In India’s Market of Markets, Localisation Is More Than Language

For the world’s most diverse market, India doesn’t just reward localisation — it demands it.

Guest Writer Updated: Monday, August 25, 2025, 08:53 AM IST

By Olga Dulinskaya

When brands first set their sights on India, the numbers were irresistible: a population of 1.4 billion, a median age of just 28, and an economy expected to grow at 6.5% in FY 2025–26, according to the latest EY Economy Watch report. Consumer spending is expected to reach $6 trillion by 2030.

But those same brands often discover, sometimes painfully, that success here demands far more than translating a campaign or adjusting a price point.

India rewards brands that listen before they speak.

India is a market of markets. It has 22 official languages and over 1,600 dialects, and a consumer base spanning megacities, tier-2 towns, and rural heartlands.

The way a product is perceived in Kolkata can be entirely different from how it’s received in Ahmedabad. A single message rarely resonates nationwide without careful cultural adaptation.

True localisation goes beyond translation. It’s about reimagining a product or service so that it feels as though it could have been created in India in the first place.

75% of Indian internet users prefer content in their native language, but language is just the starting point. The most successful adaptations include flavours tailored to local palates, packaging designed for smaller budgets (like the ₹1 sachet in FMCG), or visual storytelling that draws on regional art forms.

Festivals are among India’s most powerful consumer touchpoints. During the first week of Diwali 2024, e-commerce platforms recorded $5.5 billion in sales. But festivals are deeply emotional occasions, not just a commercial event. 

Diwali in the north, Onam in Kerala, Durga Puja in Bengal – each carry distinct traditions, imagery and emotions. Campaigns that tap into those specificities feel like an authentic part of the celebration, rather than an outsider looking in.

Creative localisation often flourishes when brands share the creative process with local talent. Designers, artists, and filmmakers rooted in the culture can bring depth and authenticity that global teams alone may struggle to achieve.

This collaboration blends a global vision with local nuance, resulting in ideas that travel well but feel homegrown in every market they touch.

India’s digital ecosystem is vast, with 880 million internet users and the world’s lowest mobile data costs. That reach comes with high expectations: consumers want relevance, relatability, and respect for their culture.

For brands entering India, creative localisation is the foundation for trust. Done well, it’s not about diluting global identity, but amplifying it through cultural fluency.

The brands that thrive will be those that understand India’s diversity not as a challenge to overcome, but as a creative advantage, an opportunity to speak in many voices, yet tell one shared story.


_Exercise aim:_ Every line that contains the word "left" should be copied from the records below.

Segment Start: Given data

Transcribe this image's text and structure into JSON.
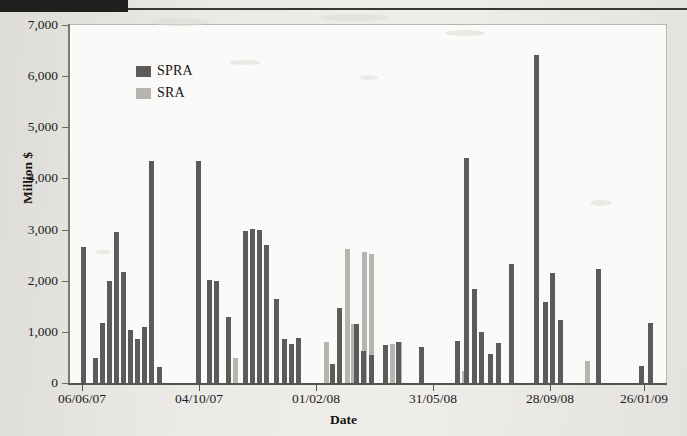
{
  "figure": {
    "background_color": "#ecebe8",
    "plot_background_color": "#fbfaf9"
  },
  "legend": {
    "position": "top-left-inside",
    "items": [
      {
        "label": "SPRA",
        "color": "#5d5b59"
      },
      {
        "label": "SRA",
        "color": "#b6b4b1"
      }
    ]
  },
  "chart_data": {
    "type": "bar",
    "title": "",
    "subtitle": "",
    "xlabel": "Date",
    "ylabel": "Million $",
    "ylim": [
      0,
      7000
    ],
    "ytick_labels": [
      "0",
      "1,000",
      "2,000",
      "3,000",
      "4,000",
      "5,000",
      "6,000",
      "7,000"
    ],
    "ytick_values": [
      0,
      1000,
      2000,
      3000,
      4000,
      5000,
      6000,
      7000
    ],
    "grid": false,
    "xtick_labels": [
      "06/06/07",
      "04/10/07",
      "01/02/08",
      "31/05/08",
      "28/09/08",
      "26/01/09"
    ],
    "xtick_positions_px": [
      82,
      199,
      316,
      433,
      550,
      644
    ],
    "legend_position": "upper left",
    "series": [
      {
        "name": "SPRA",
        "color": "#5d5b59",
        "points": [
          {
            "x_px": 81,
            "value": 2660
          },
          {
            "x_px": 93,
            "value": 480
          },
          {
            "x_px": 100,
            "value": 1180
          },
          {
            "x_px": 107,
            "value": 1990
          },
          {
            "x_px": 114,
            "value": 2960
          },
          {
            "x_px": 121,
            "value": 2180
          },
          {
            "x_px": 128,
            "value": 1040
          },
          {
            "x_px": 135,
            "value": 870
          },
          {
            "x_px": 142,
            "value": 1090
          },
          {
            "x_px": 149,
            "value": 4350
          },
          {
            "x_px": 157,
            "value": 320
          },
          {
            "x_px": 196,
            "value": 4350
          },
          {
            "x_px": 207,
            "value": 2010
          },
          {
            "x_px": 214,
            "value": 2000
          },
          {
            "x_px": 226,
            "value": 1290
          },
          {
            "x_px": 243,
            "value": 2970
          },
          {
            "x_px": 250,
            "value": 3010
          },
          {
            "x_px": 257,
            "value": 2990
          },
          {
            "x_px": 264,
            "value": 2700
          },
          {
            "x_px": 274,
            "value": 1650
          },
          {
            "x_px": 282,
            "value": 870
          },
          {
            "x_px": 289,
            "value": 760
          },
          {
            "x_px": 296,
            "value": 880
          },
          {
            "x_px": 330,
            "value": 370
          },
          {
            "x_px": 337,
            "value": 1460
          },
          {
            "x_px": 354,
            "value": 1150
          },
          {
            "x_px": 361,
            "value": 620
          },
          {
            "x_px": 369,
            "value": 550
          },
          {
            "x_px": 383,
            "value": 740
          },
          {
            "x_px": 396,
            "value": 800
          },
          {
            "x_px": 419,
            "value": 700
          },
          {
            "x_px": 455,
            "value": 830
          },
          {
            "x_px": 464,
            "value": 4390
          },
          {
            "x_px": 472,
            "value": 1830
          },
          {
            "x_px": 479,
            "value": 990
          },
          {
            "x_px": 488,
            "value": 560
          },
          {
            "x_px": 496,
            "value": 790
          },
          {
            "x_px": 509,
            "value": 2330
          },
          {
            "x_px": 534,
            "value": 6420
          },
          {
            "x_px": 543,
            "value": 1580
          },
          {
            "x_px": 550,
            "value": 2150
          },
          {
            "x_px": 558,
            "value": 1230
          },
          {
            "x_px": 596,
            "value": 2230
          },
          {
            "x_px": 639,
            "value": 330
          },
          {
            "x_px": 648,
            "value": 1170
          }
        ]
      },
      {
        "name": "SRA",
        "color": "#b6b4b1",
        "points": [
          {
            "x_px": 233,
            "value": 480
          },
          {
            "x_px": 324,
            "value": 810
          },
          {
            "x_px": 345,
            "value": 2620
          },
          {
            "x_px": 351,
            "value": 1160
          },
          {
            "x_px": 362,
            "value": 2560
          },
          {
            "x_px": 369,
            "value": 2520
          },
          {
            "x_px": 390,
            "value": 770
          },
          {
            "x_px": 397,
            "value": 800
          },
          {
            "x_px": 462,
            "value": 230
          },
          {
            "x_px": 585,
            "value": 440
          }
        ]
      }
    ]
  }
}
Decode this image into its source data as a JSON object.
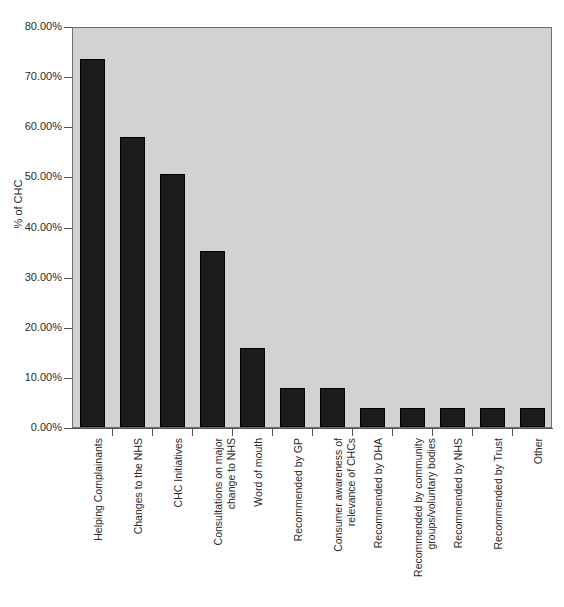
{
  "chart_data": {
    "type": "bar",
    "title": "",
    "subtitle": "",
    "xlabel": "",
    "ylabel": "% of CHC",
    "ylim": [
      0,
      80
    ],
    "ytick_values": [
      0,
      10,
      20,
      30,
      40,
      50,
      60,
      70,
      80
    ],
    "ytick_labels": [
      "0.00%",
      "10.00%",
      "20.00%",
      "30.00%",
      "40.00%",
      "50.00%",
      "60.00%",
      "70.00%",
      "80.00%"
    ],
    "grid": false,
    "legend": null,
    "legend_position": "none",
    "bar_color": "#1c1c1c",
    "plot_background_color": "#d2d2d2",
    "page_background_color": "#ffffff",
    "axis_color": "#555555",
    "categories": [
      "Helping Complainants",
      "Changes to the NHS",
      "CHC Initiatives",
      "Consultations on major change to NHS",
      "Word of mouth",
      "Recommended by GP",
      "Consumer awareness of relevance of CHCs",
      "Recommended by DHA",
      "Recommended by community groups/voluntary bodies",
      "Recommended by NHS",
      "Recommended by Trust",
      "Other"
    ],
    "category_label_lines": [
      [
        "Helping Complainants"
      ],
      [
        "Changes to the NHS"
      ],
      [
        "CHC Initiatives"
      ],
      [
        "Consultations on major",
        "change to NHS"
      ],
      [
        "Word of mouth"
      ],
      [
        "Recommended by GP"
      ],
      [
        "Consumer awareness of",
        "relevance of CHCs"
      ],
      [
        "Recommended by DHA"
      ],
      [
        "Recommended by community",
        "groups/voluntary bodies"
      ],
      [
        "Recommended by NHS"
      ],
      [
        "Recommended by Trust"
      ],
      [
        "Other"
      ]
    ],
    "values": [
      73.5,
      57.9,
      50.5,
      35.2,
      15.8,
      7.7,
      7.7,
      3.8,
      3.8,
      3.8,
      3.8,
      3.8
    ],
    "value_labels": [
      "73.50%",
      "57.90%",
      "50.50%",
      "35.20%",
      "15.80%",
      "7.70%",
      "7.70%",
      "3.80%",
      "3.80%",
      "3.80%",
      "3.80%",
      "3.80%"
    ]
  }
}
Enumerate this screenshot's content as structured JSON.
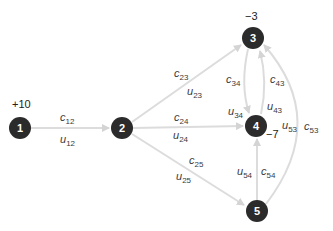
{
  "nodes": [
    {
      "id": "1",
      "label": "1",
      "supply": "+10",
      "x": 20,
      "y": 128
    },
    {
      "id": "2",
      "label": "2",
      "supply": "",
      "x": 122,
      "y": 128
    },
    {
      "id": "3",
      "label": "3",
      "supply": "−3",
      "x": 253,
      "y": 38
    },
    {
      "id": "4",
      "label": "4",
      "supply": "−7",
      "x": 256,
      "y": 126
    },
    {
      "id": "5",
      "label": "5",
      "supply": "",
      "x": 257,
      "y": 211
    }
  ],
  "edges": [
    {
      "from": "1",
      "to": "2",
      "cost": {
        "var": "c",
        "sub": "12"
      },
      "cap": {
        "var": "u",
        "sub": "12"
      }
    },
    {
      "from": "2",
      "to": "3",
      "cost": {
        "var": "c",
        "sub": "23"
      },
      "cap": {
        "var": "u",
        "sub": "23"
      }
    },
    {
      "from": "2",
      "to": "4",
      "cost": {
        "var": "c",
        "sub": "24"
      },
      "cap": {
        "var": "u",
        "sub": "24"
      }
    },
    {
      "from": "2",
      "to": "5",
      "cost": {
        "var": "c",
        "sub": "25"
      },
      "cap": {
        "var": "u",
        "sub": "25"
      }
    },
    {
      "from": "3",
      "to": "4",
      "cost": {
        "var": "c",
        "sub": "34"
      },
      "cap": {
        "var": "u",
        "sub": "34"
      }
    },
    {
      "from": "4",
      "to": "3",
      "cost": {
        "var": "c",
        "sub": "43"
      },
      "cap": {
        "var": "u",
        "sub": "43"
      }
    },
    {
      "from": "5",
      "to": "4",
      "cost": {
        "var": "c",
        "sub": "54"
      },
      "cap": {
        "var": "u",
        "sub": "54"
      }
    },
    {
      "from": "5",
      "to": "3",
      "cost": {
        "var": "c",
        "sub": "53"
      },
      "cap": {
        "var": "u",
        "sub": "53"
      }
    }
  ],
  "colors": {
    "node_fill": "#2b2b2b",
    "edge": "#d9d9d9",
    "text": "#3a3a3a"
  }
}
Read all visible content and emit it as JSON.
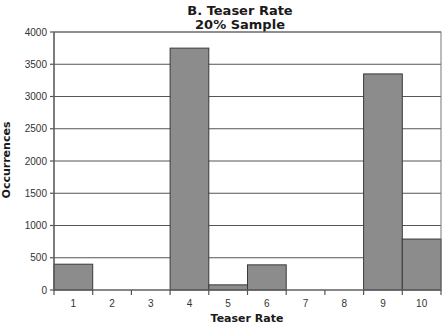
{
  "chart_data": {
    "type": "bar",
    "title": "B. Teaser Rate",
    "subtitle": "20% Sample",
    "xlabel": "Teaser Rate",
    "ylabel": "Occurrences",
    "categories": [
      "1",
      "2",
      "3",
      "4",
      "5",
      "6",
      "7",
      "8",
      "9",
      "10"
    ],
    "values": [
      400,
      0,
      0,
      3750,
      80,
      390,
      0,
      0,
      3350,
      790
    ],
    "ylim": [
      0,
      4000
    ],
    "yticks": [
      0,
      500,
      1000,
      1500,
      2000,
      2500,
      3000,
      3500,
      4000
    ],
    "grid": true,
    "legend": "none",
    "colors": {
      "bar_fill": "#8c8c8c",
      "bar_stroke": "#3a3a3a",
      "grid": "#555555"
    }
  }
}
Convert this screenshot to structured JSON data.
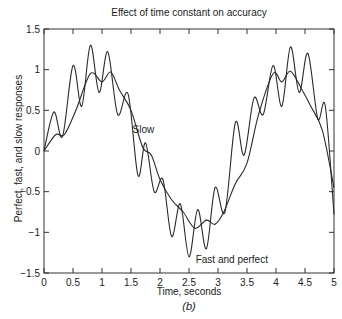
{
  "chart_data": {
    "type": "line",
    "title": "Effect of time constant on accuracy",
    "xlabel": "Time, seconds",
    "ylabel": "Perfect, fast, and slow responses",
    "caption": "(b)",
    "xlim": [
      0,
      5
    ],
    "ylim": [
      -1.5,
      1.5
    ],
    "xticks": [
      0,
      0.5,
      1,
      1.5,
      2,
      2.5,
      3,
      3.5,
      4,
      4.5,
      5
    ],
    "xtick_labels": [
      "0",
      "0.5",
      "1",
      "1.5",
      "2",
      "2.5",
      "3",
      "3.5",
      "4",
      "4.5",
      "5"
    ],
    "yticks": [
      1.5,
      1,
      0.5,
      0,
      -0.5,
      -1,
      -1.5
    ],
    "ytick_labels": [
      "1.5",
      "1",
      "0.5",
      "0",
      "−0.5",
      "−1",
      "−1.5"
    ],
    "grid": false,
    "legend": "none (inline annotations)",
    "annotations": [
      {
        "text": "Slow",
        "x": 1.7,
        "y": 0.25
      },
      {
        "text": "Fast and perfect",
        "x": 2.65,
        "y": -1.35
      }
    ],
    "series": [
      {
        "name": "Fast and perfect",
        "x": [
          0,
          0.17,
          0.32,
          0.5,
          0.65,
          0.8,
          0.95,
          1.1,
          1.27,
          1.45,
          1.62,
          1.75,
          1.9,
          2.05,
          2.2,
          2.35,
          2.5,
          2.65,
          2.8,
          2.95,
          3.12,
          3.3,
          3.45,
          3.62,
          3.78,
          3.95,
          4.1,
          4.25,
          4.4,
          4.55,
          4.72,
          4.85,
          5.0
        ],
        "values": [
          0,
          0.48,
          0.18,
          1.05,
          0.55,
          1.3,
          0.72,
          1.22,
          0.45,
          0.7,
          -0.3,
          0.1,
          -0.5,
          -0.35,
          -1.05,
          -0.65,
          -1.3,
          -0.72,
          -1.2,
          -0.45,
          -0.75,
          0.35,
          -0.05,
          0.65,
          0.45,
          1.05,
          0.55,
          1.28,
          0.72,
          1.2,
          0.4,
          0.55,
          -0.78
        ]
      },
      {
        "name": "Slow",
        "x": [
          0,
          0.2,
          0.35,
          0.55,
          0.8,
          1.0,
          1.15,
          1.3,
          1.5,
          1.7,
          1.85,
          2.0,
          2.2,
          2.4,
          2.6,
          2.8,
          2.95,
          3.1,
          3.3,
          3.5,
          3.7,
          3.95,
          4.1,
          4.25,
          4.45,
          4.6,
          4.8,
          5.0
        ],
        "values": [
          0,
          0.2,
          0.2,
          0.5,
          0.95,
          0.85,
          0.97,
          0.75,
          0.5,
          0.05,
          -0.05,
          -0.35,
          -0.6,
          -0.75,
          -0.95,
          -0.85,
          -0.9,
          -0.75,
          -0.4,
          -0.15,
          0.45,
          0.95,
          0.85,
          0.98,
          0.75,
          0.55,
          0.25,
          -0.45
        ]
      }
    ]
  }
}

Segment End: Given data

_Solution:_
    "position": "top-left-inside",
    "legend_position": "upper left",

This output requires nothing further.